Kids aren’t the only ones who have been coiled like windup gewgaws waiting for the release of Monsters, Inc. Adults whose inner children still burble about previous field trips to Toy Story, A Bug’s Life, and Toy Story 2 have also been looking forward to it, knowing that no matter what happens, the monsters will look really, really terrific. Everything from Pixar Animation Studios, the snazzy, cutting-edge computer animation outfit, looks really, really terrific, and unspools with a liberated, heppest-moms-and-dads-on-the-block iconoclasm. And yes, indeed, Monsters, Inc. has got that swing, that zippity, multilevel awareness of kids’-eye sensibilities and adult-pitched humor.

That said, kids and adults might agree: This light, cute bedtime story about the secret life of the monsters in every kid’s closet feels a teensy bit…earthbound. The great punchline in the upside-down fable is that monsters live in their own world. Monstropolis is a beautifully energy-efficient place powered by the screams of children, shrieks captured by elite Scarers each night. But even the biggest scream-generating champ of all, James P. (“Sulley”) Sullivan (voiced by John Goodman), and his one-eyed, lime green assistant and best friend, Mike Wazowski (Billy Crystal, reining in the borscht-thick shtick), are spooked out of their gourds by contamination from contact with actual children or their effluvia.

When a teeny-weeny kid’s sock attaches itself to the fur of a great big monster, the frantic decontamination that follows is both hilarious and also (in these parlous postal times) haunting. And when an actual kid, an adorable little girl nicknamed Boo, wanders out of her bedroom and attaches herself to Sulley, the entire monster world is thrown into grave disarray.

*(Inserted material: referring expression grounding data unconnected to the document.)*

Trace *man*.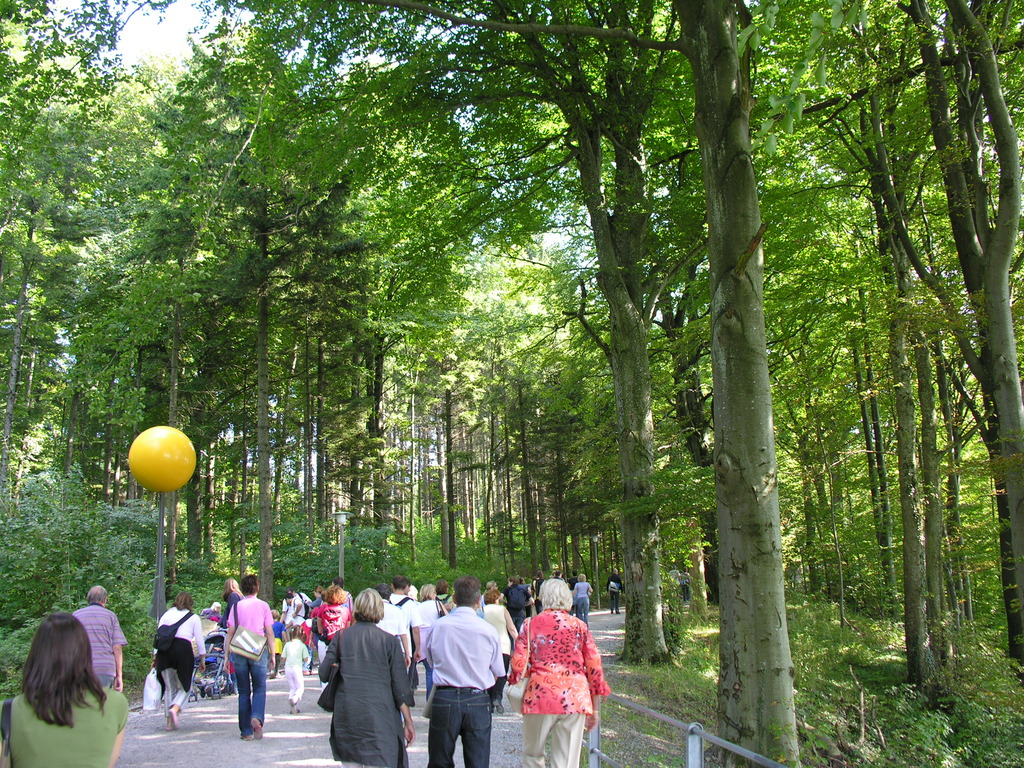
Traced to (x1=607, y1=566, x2=624, y2=614).
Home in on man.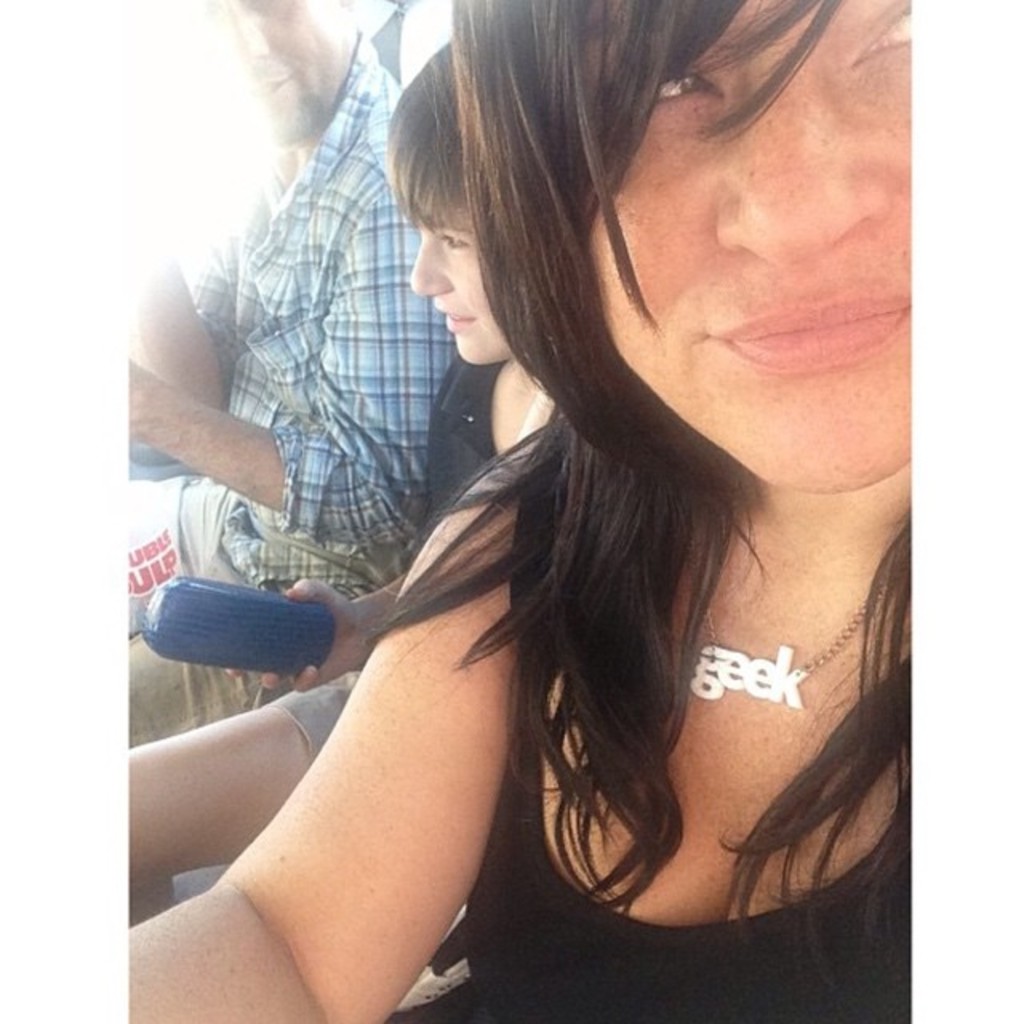
Homed in at BBox(101, 0, 454, 906).
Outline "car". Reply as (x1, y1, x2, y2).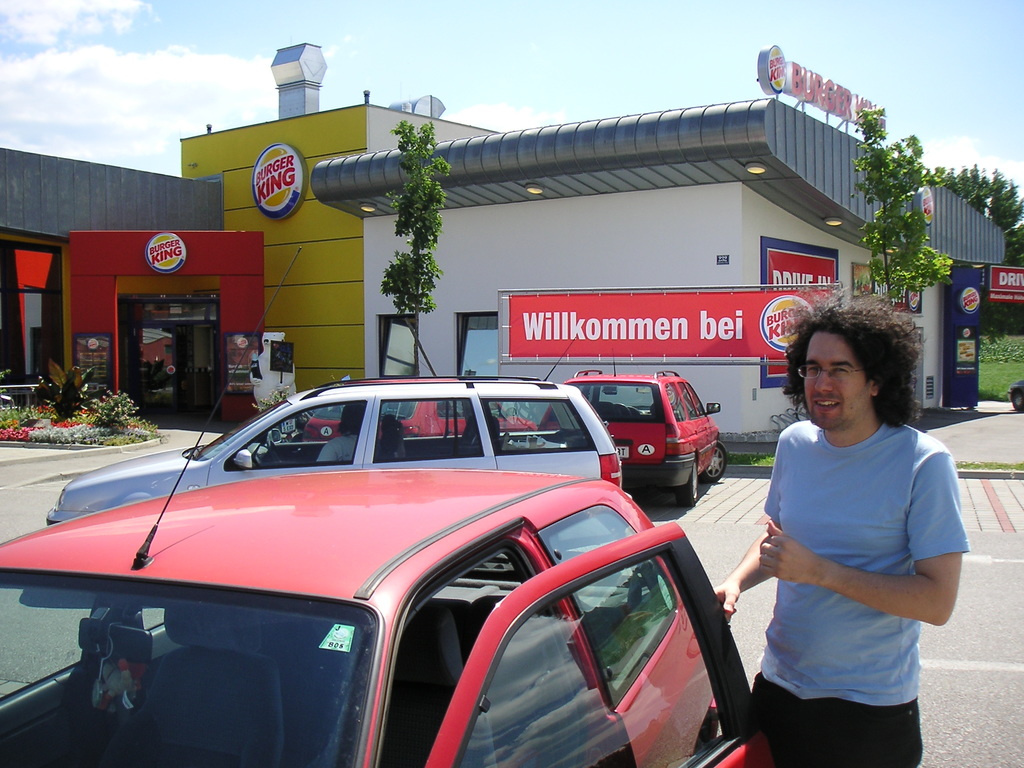
(536, 336, 728, 511).
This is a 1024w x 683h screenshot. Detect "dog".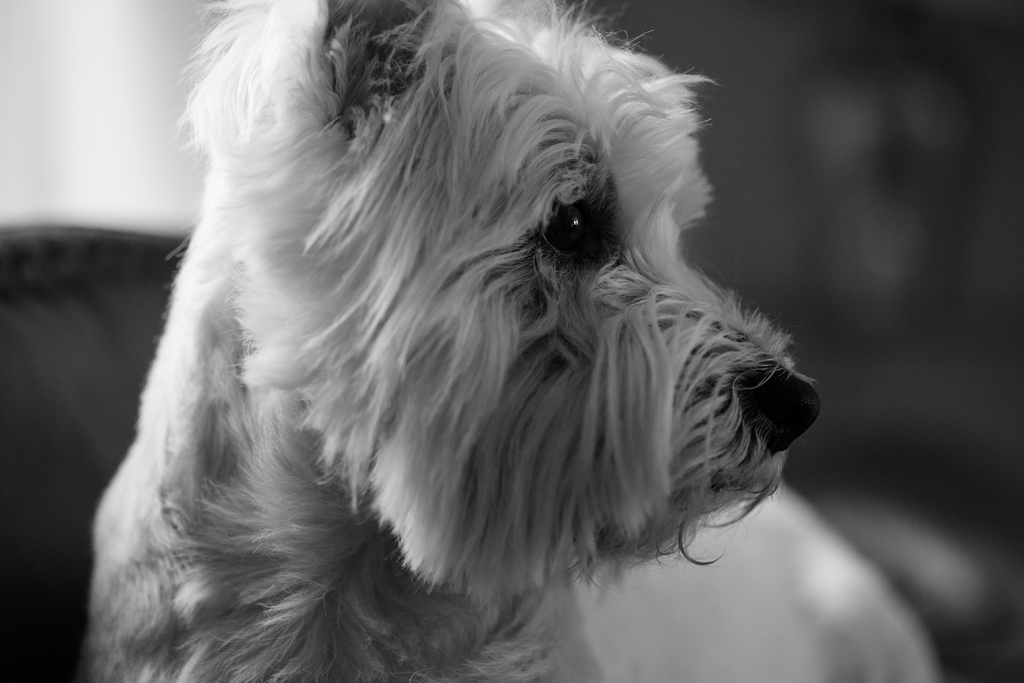
<bbox>87, 0, 843, 674</bbox>.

The movie doesn’t soar; it does, however, glide and occasionally giggle — the difference, perhaps, between the open-air playfulness of Toy Story director John Lasseter and the more factory-sealed moves of Monsters, Inc. director Pete Docter, a Lasseter protégé. Technology has advanced since Toy Story‘s debut six years ago so that every hair on Sulley’s furry blue-and-green body ruffles in the air, and Boo’s every toddler gesture is lovingly captured. There’s also some very nice camouflage action demonstrated by Randall Boggs (Steve Buscemi), a slithery reptilian creep who challenges Sulley for terror championship in a Disney-style showdown between good and evil among the monster population.

But, oh, you know how it is: Magic isn’t about technology, no matter how whizzy the tech is; it’s about story, style, the very air a hairy, blue-and-green creature breathes. The movie pants and lags a bit in the middle — yes, yes, we get it, the only thing to fear is fear itself. But then, in the finale, it roars alive in a giddy chase during which Sulley, Mike, and Boo find themselves up against Randall, facing hundreds, thousands, maybe millions of bedroom closet doors. Such a scream! Only an ogre would complain.